Shepard Krech III
Professor:
Anthropology and Environmental Studies
Phone: 863-7056
Phone 2: 863-3251
Shepard_Krech_III@Brown.EDU
Ph.D. Harvard U 1974
Brown University Research Profile Page for Shepard Krech III
I conduct research on the intersections of (1) anthropology and history, and (2) humans and the natural world; on material culture and the development of museums; currently, on time in indigenous cultures, as well as the relationships between birds and native people all informed by ethnography in and a general geographical focus on native North America.
Interests
Born in New York City, educated at Yale (B.A.), Oxford (B.Litt.) and Harvard (Ph.D.), Shepard Krech III is professor of anthropology and environmental studies, and director of the Haffenreffer Museum of Anthropology, at Brown University. He has received major fellowships and grants from the National Humanities Center (twice), Woodrow Wilson International Center, NEH, Canadian Embassy, and Wenner-Gren Foundation. He has written more than 140 essays and reviews, has lectured widely, and is the author or editor of 10 books and monographs, including Praise the Bridge That Carries You Over; Indians, Animals and the Fur Trade; A Victorian Earl in the Arctic;The Subarctic Fur Trade; Collecting Native America, 1870-1960; The Ecological Indian; and Encyclopedia of World Environmental History (ed. with J. R. McNeill and C. Merchant).

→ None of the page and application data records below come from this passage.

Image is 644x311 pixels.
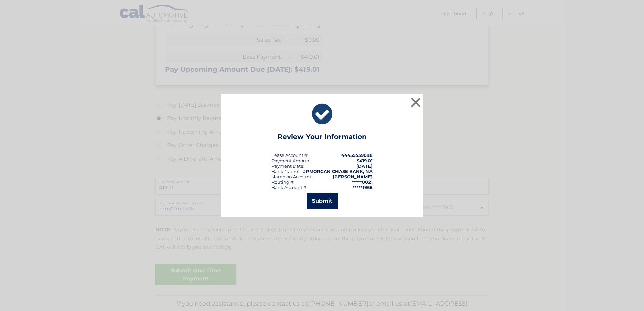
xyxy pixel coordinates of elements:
strong: [PERSON_NAME] [333,174,373,179]
strong: 44455539098 [341,152,373,158]
strong: JPMORGAN CHASE BANK, NA [304,168,373,174]
div: Payment Amount: [271,158,311,163]
span: [DATE] [357,163,373,168]
span: Payment Date [271,163,304,168]
button: × [409,96,422,109]
div: Bank Name: [271,168,299,174]
div: Routing #: [271,179,295,184]
div: : [271,163,304,168]
button: Submit [306,193,338,209]
div: Name on Account: [271,174,312,179]
div: Bank Account #: [271,184,307,190]
span: $419.01 [357,158,373,163]
div: Lease Account #: [271,152,309,158]
h3: Review Your Information [278,132,366,144]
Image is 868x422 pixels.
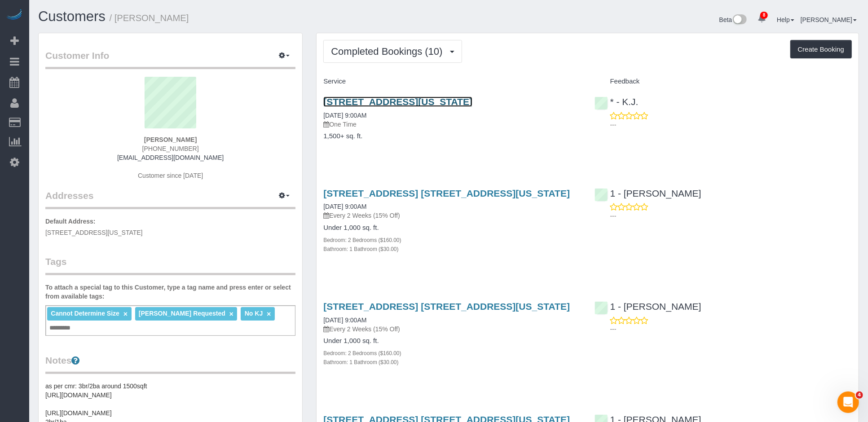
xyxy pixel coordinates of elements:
span: Cannot Determine Size [50,309,119,316]
label: To attach a special tag to this Customer, type a tag name and press enter or select from availabl... [45,282,296,301]
span: [PERSON_NAME] Requested [139,309,225,316]
small: / [PERSON_NAME] [109,13,189,23]
a: 1 - [PERSON_NAME] [594,301,702,311]
p: Every 2 Weeks (15% Off) [323,211,580,220]
a: [STREET_ADDRESS][US_STATE] [323,96,473,107]
span: Completed Bookings (10) [330,46,447,57]
a: 1 - [PERSON_NAME] [594,188,702,198]
p: --- [610,211,852,220]
a: [DATE] 9:00AM [323,203,366,210]
small: Bathroom: 1 Bathroom ($30.00) [323,246,398,252]
small: Bathroom: 1 Bathroom ($30.00) [323,359,398,365]
p: --- [610,120,852,129]
span: [STREET_ADDRESS][US_STATE] [45,229,143,236]
a: [PERSON_NAME] [800,16,857,23]
p: Every 2 Weeks (15% Off) [323,324,580,334]
legend: Tags [45,255,296,275]
iframe: Intercom live chat [837,391,858,412]
button: Create Booking [790,40,852,59]
a: × [266,310,271,317]
a: [DATE] 9:00AM [323,112,366,119]
button: Completed Bookings (10) [323,40,461,62]
a: Beta [719,16,747,23]
span: 8 [760,11,767,19]
small: Bedroom: 2 Bedrooms ($160.00) [323,350,401,356]
strong: [PERSON_NAME] [144,136,197,143]
a: × [230,310,233,317]
p: One Time [323,120,580,129]
h4: 1,500+ sq. ft. [323,133,580,140]
a: Help [776,16,794,23]
a: Customers [38,9,106,24]
span: 4 [856,391,863,399]
legend: Notes [45,354,296,373]
label: Default Address: [45,217,95,225]
h4: Under 1,000 sq. ft. [323,337,580,345]
a: × [123,310,127,317]
img: Automaid Logo [5,9,23,22]
a: * - K.J. [594,96,638,107]
span: Customer since [DATE] [138,172,203,179]
a: [STREET_ADDRESS] [STREET_ADDRESS][US_STATE] [323,188,570,198]
img: New interface [732,15,747,26]
p: --- [610,324,852,334]
h4: Feedback [594,78,852,85]
a: [STREET_ADDRESS] [STREET_ADDRESS][US_STATE] [323,301,570,311]
h4: Service [323,78,580,85]
h4: Under 1,000 sq. ft. [323,224,580,231]
span: [PHONE_NUMBER] [142,145,199,152]
small: Bedroom: 2 Bedrooms ($160.00) [323,237,401,243]
a: [EMAIL_ADDRESS][DOMAIN_NAME] [117,154,224,161]
a: 8 [753,9,770,29]
span: No KJ [245,309,263,316]
legend: Customer Info [45,49,296,69]
a: [DATE] 9:00AM [323,316,366,323]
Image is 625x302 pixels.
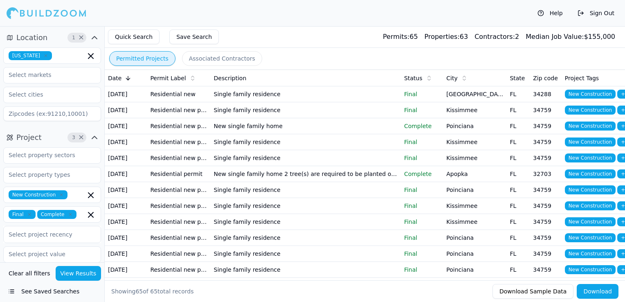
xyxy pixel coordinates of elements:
td: 34759 [530,214,562,230]
td: 34759 [530,246,562,262]
td: 34288 [530,86,562,102]
td: Single family residence [211,246,401,262]
button: Associated Contractors [182,51,262,66]
span: New Construction [565,249,616,258]
td: 34759 [530,182,562,198]
td: [DATE] [105,118,147,134]
td: Residential new permit - ex: new house [147,134,210,150]
td: Kissimmee [443,214,507,230]
td: 34759 [530,102,562,118]
span: 65 [150,288,158,295]
span: New Construction [565,233,616,242]
td: FL [507,86,530,102]
td: 34759 [530,134,562,150]
td: Residential new permit - ex: new house [147,198,210,214]
button: Quick Search [108,29,160,44]
td: [DATE] [105,262,147,278]
span: New Construction [565,201,616,210]
td: Single family residence [211,278,401,294]
td: FL [507,246,530,262]
p: Final [404,186,440,194]
button: Help [534,7,567,20]
td: Poinciana [443,230,507,246]
button: Download Sample Data [493,284,574,299]
button: See Saved Searches [3,284,101,299]
td: Apopka [443,166,507,182]
span: Project [16,132,42,143]
span: Clear Project filters [78,135,84,140]
span: Project Tags [565,74,599,82]
input: Select property sectors [4,148,90,162]
td: Poinciana [443,278,507,294]
span: State [510,74,525,82]
td: [DATE] [105,134,147,150]
div: $ 155,000 [526,32,615,42]
button: Clear all filters [7,266,52,281]
td: Kissimmee [443,198,507,214]
span: Clear Location filters [78,36,84,40]
span: New Construction [565,185,616,194]
td: Residential new permit - ex: new house [147,150,210,166]
td: Single family residence [211,182,401,198]
td: FL [507,102,530,118]
td: FL [507,278,530,294]
p: Final [404,154,440,162]
p: Complete [404,122,440,130]
p: Complete [404,170,440,178]
td: Single family residence [211,150,401,166]
td: Kissimmee [443,150,507,166]
td: Residential new permit - ex: new house [147,102,210,118]
button: Project3Clear Project filters [3,131,101,144]
div: 65 [383,32,418,42]
p: Final [404,234,440,242]
input: Select property types [4,167,90,182]
td: Residential new permit - ex: new house [147,230,210,246]
td: 34759 [530,150,562,166]
td: 34759 [530,262,562,278]
td: Single family residence [211,86,401,102]
td: FL [507,262,530,278]
td: [DATE] [105,278,147,294]
span: Date [108,74,122,82]
span: [US_STATE] [9,51,52,60]
span: Location [16,32,47,43]
p: Final [404,90,440,98]
td: Single family residence [211,134,401,150]
p: Final [404,202,440,210]
td: [DATE] [105,150,147,166]
td: New single family home [211,118,401,134]
td: FL [507,134,530,150]
td: Residential permit [147,166,210,182]
td: Poinciana [443,246,507,262]
span: New Construction [565,153,616,162]
span: New Construction [565,217,616,226]
td: FL [507,230,530,246]
td: [DATE] [105,166,147,182]
input: Select markets [4,68,90,82]
td: 34759 [530,198,562,214]
input: Zipcodes (ex:91210,10001) [3,106,101,121]
p: Final [404,218,440,226]
td: Single family residence [211,262,401,278]
td: FL [507,166,530,182]
p: Final [404,250,440,258]
td: Kissimmee [443,134,507,150]
td: 34759 [530,118,562,134]
td: [DATE] [105,102,147,118]
td: [DATE] [105,198,147,214]
p: Final [404,266,440,274]
td: FL [507,182,530,198]
td: Single family residence [211,230,401,246]
span: New Construction [565,122,616,131]
td: [DATE] [105,246,147,262]
td: 32703 [530,166,562,182]
button: Location1Clear Location filters [3,31,101,44]
input: Select cities [4,87,90,102]
td: Residential new permit - ex: new house [147,262,210,278]
td: Residential new permit - ex: new house [147,278,210,294]
p: Final [404,138,440,146]
span: 1 [70,34,78,42]
span: Properties: [425,33,460,41]
td: FL [507,198,530,214]
span: Contractors: [475,33,515,41]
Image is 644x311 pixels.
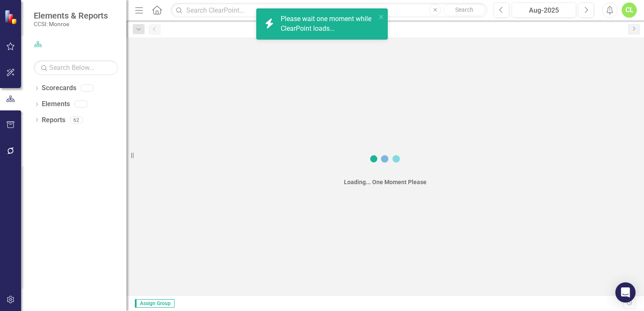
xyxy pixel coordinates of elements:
input: Search Below... [34,60,118,75]
span: Elements & Reports [34,10,107,21]
button: Aug-2025 [511,3,576,18]
span: Search [455,7,473,13]
button: CL [622,3,637,18]
button: close [379,12,384,21]
span: Assign Group [135,299,175,307]
input: Search ClearPoint... [171,3,487,18]
div: Loading... One Moment Please [344,177,426,186]
div: Aug-2025 [514,6,573,16]
a: Elements [42,99,70,109]
a: Reports [42,116,65,125]
a: Scorecards [42,83,77,93]
small: CCSI: Monroe [34,21,107,27]
button: Search [443,5,485,16]
div: Open Intercom Messenger [615,282,636,303]
img: ClearPoint Strategy [5,9,19,24]
div: Please wait one moment while ClearPoint loads... [280,14,376,34]
div: 62 [69,116,83,123]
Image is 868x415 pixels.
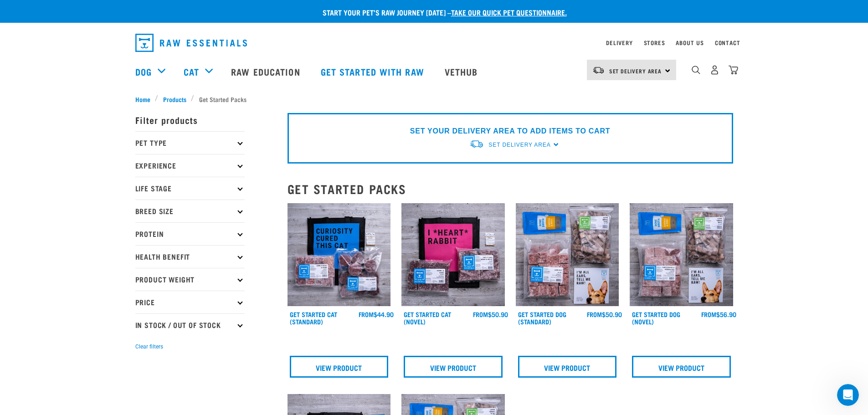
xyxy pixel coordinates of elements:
[469,139,484,149] img: van-moving.png
[136,200,244,222] p: Breed Size
[676,41,703,44] a: About Us
[701,311,736,318] div: $56.90
[592,66,604,75] img: van-moving.png
[158,95,191,104] a: Products
[701,312,716,316] span: FROM
[136,343,163,351] button: Clear filters
[632,356,731,378] a: View Product
[710,65,720,75] img: user.png
[136,268,244,291] p: Product Weight
[183,65,199,78] a: Cat
[473,312,488,316] span: FROM
[288,203,391,307] img: Assortment Of Raw Essential Products For Cats Including, Blue And Black Tote Bag With "Curiosity ...
[518,356,617,378] a: View Product
[632,312,680,323] a: Get Started Dog (Novel)
[404,312,451,323] a: Get Started Cat (Novel)
[516,203,619,307] img: NSP Dog Standard Update
[410,126,610,136] p: SET YOUR DELIVERY AREA TO ADD ITEMS TO CART
[644,41,665,44] a: Stores
[729,65,738,75] img: home-icon@2x.png
[358,311,393,318] div: $44.90
[136,95,156,104] a: Home
[587,311,622,318] div: $50.90
[136,34,247,52] img: Raw Essentials Logo
[451,10,567,14] a: take our quick pet questionnaire.
[136,65,152,78] a: Dog
[473,311,508,318] div: $50.90
[136,131,244,154] p: Pet Type
[518,312,566,323] a: Get Started Dog (Standard)
[163,95,186,104] span: Products
[136,177,244,200] p: Life Stage
[404,356,502,378] a: View Product
[630,203,733,307] img: NSP Dog Novel Update
[837,384,859,406] iframe: Intercom live chat
[311,54,436,89] a: Get started with Raw
[136,109,244,131] p: Filter products
[136,314,244,336] p: In Stock / Out Of Stock
[609,69,662,72] span: Set Delivery Area
[358,312,373,316] span: FROM
[288,182,733,196] h2: Get Started Packs
[606,41,633,44] a: Delivery
[436,54,490,89] a: Vethub
[136,95,733,104] nav: breadcrumbs
[136,222,244,245] p: Protein
[222,54,311,89] a: Raw Education
[691,66,700,75] img: home-icon-1@2x.png
[402,203,505,307] img: Assortment Of Raw Essential Products For Cats Including, Pink And Black Tote Bag With "I *Heart* ...
[136,95,151,104] span: Home
[715,41,741,44] a: Contact
[489,142,551,148] span: Set Delivery Area
[587,312,602,316] span: FROM
[128,30,741,56] nav: dropdown navigation
[290,356,389,378] a: View Product
[136,154,244,177] p: Experience
[136,291,244,314] p: Price
[136,245,244,268] p: Health Benefit
[290,312,337,323] a: Get Started Cat (Standard)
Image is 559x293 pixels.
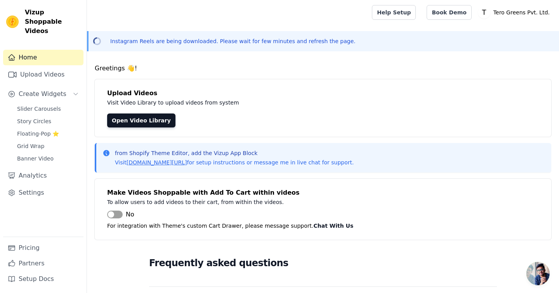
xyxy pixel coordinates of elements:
button: T Tero Greens Pvt. Ltd. [478,5,553,19]
h4: Make Videos Shoppable with Add To Cart within videos [107,188,539,197]
text: T [482,9,486,16]
a: Home [3,50,83,65]
a: Banner Video [12,153,83,164]
a: [DOMAIN_NAME][URL] [127,159,187,165]
h2: Frequently asked questions [149,255,497,271]
button: Chat With Us [314,221,354,230]
a: Upload Videos [3,67,83,82]
p: Tero Greens Pvt. Ltd. [490,5,553,19]
p: For integration with Theme's custom Cart Drawer, please message support. [107,221,539,230]
button: Create Widgets [3,86,83,102]
a: Open Video Library [107,113,175,127]
h4: Upload Videos [107,88,539,98]
p: Visit for setup instructions or message me in live chat for support. [115,158,354,166]
h4: Greetings 👋! [95,64,551,73]
p: Visit Video Library to upload videos from system [107,98,455,107]
p: Instagram Reels are being downloaded. Please wait for few minutes and refresh the page. [110,37,356,45]
a: Setup Docs [3,271,83,286]
span: Slider Carousels [17,105,61,113]
a: Floating-Pop ⭐ [12,128,83,139]
p: To allow users to add videos to their cart, from within the videos. [107,197,455,206]
span: No [126,210,134,219]
a: Settings [3,185,83,200]
span: Floating-Pop ⭐ [17,130,59,137]
span: Story Circles [17,117,51,125]
a: Analytics [3,168,83,183]
a: Help Setup [372,5,416,20]
a: Partners [3,255,83,271]
span: Banner Video [17,154,54,162]
img: Vizup [6,16,19,28]
span: Grid Wrap [17,142,44,150]
div: Open chat [526,262,550,285]
span: Vizup Shoppable Videos [25,8,80,36]
a: Grid Wrap [12,141,83,151]
span: Create Widgets [19,89,66,99]
button: No [107,210,134,219]
a: Book Demo [427,5,471,20]
a: Story Circles [12,116,83,127]
p: from Shopify Theme Editor, add the Vizup App Block [115,149,354,157]
a: Pricing [3,240,83,255]
a: Slider Carousels [12,103,83,114]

The Ecological Indian: Myth and History (W. W. Norton, 1999) has been discussed on radio coast-to-coast and reviewed or featured in 10 languages in more than 100 publications, including The New Yorker, New York Times, Wall Street Journal, Washington Post, The New Republic, New York Review of Books, Times Literary Supplement [TLS], Chronicle of Higher Education, Times Higher Education Supplement, Der Spiegel, NRC Handelsblad, and others. Reviewers remark that the book "teaches us everything we have wanted to know about American Indians and the environment" (New York Times), is "ground-breaking and myth-busting" (Wisconsin Public Radio), and "is what good science should be" (Detroit News). The book is most recently (2006) the subject of a session at the annual meeting of the Modern Language Association and of the forthcoming Perspectives on the Ecological Indian (eds. M. Harkin and D. R. Lewis [U. Nebraska Press]) from a 2002 conference on The Ecological Indian in Laramie, Wyoming.
Critics refer to the three-volume Encyclopedia of World Environmental History (Routledge, 2004) as edited with "great insight and skill" (James G. Speth) and "the most ambitious effort yet to offer a comprehensive overview of the long-term history of human interactions with the natural world on a truly planetary scale" (William Cronon).
Shepard Krech III is a trustee of the National Humanities Center and past-president (2004-05) of the American Society for Ethnohistory. He is finishing Southern Indians and Birds (University of Georgia Press), a book on indigenous people and birds in the American South, and is at work on Native American conceptions of time and other topics. A lifelong birder and environmentalist, he lives in Providence, Rhode Island, Washington, D.C., and Sedgwick, Maine.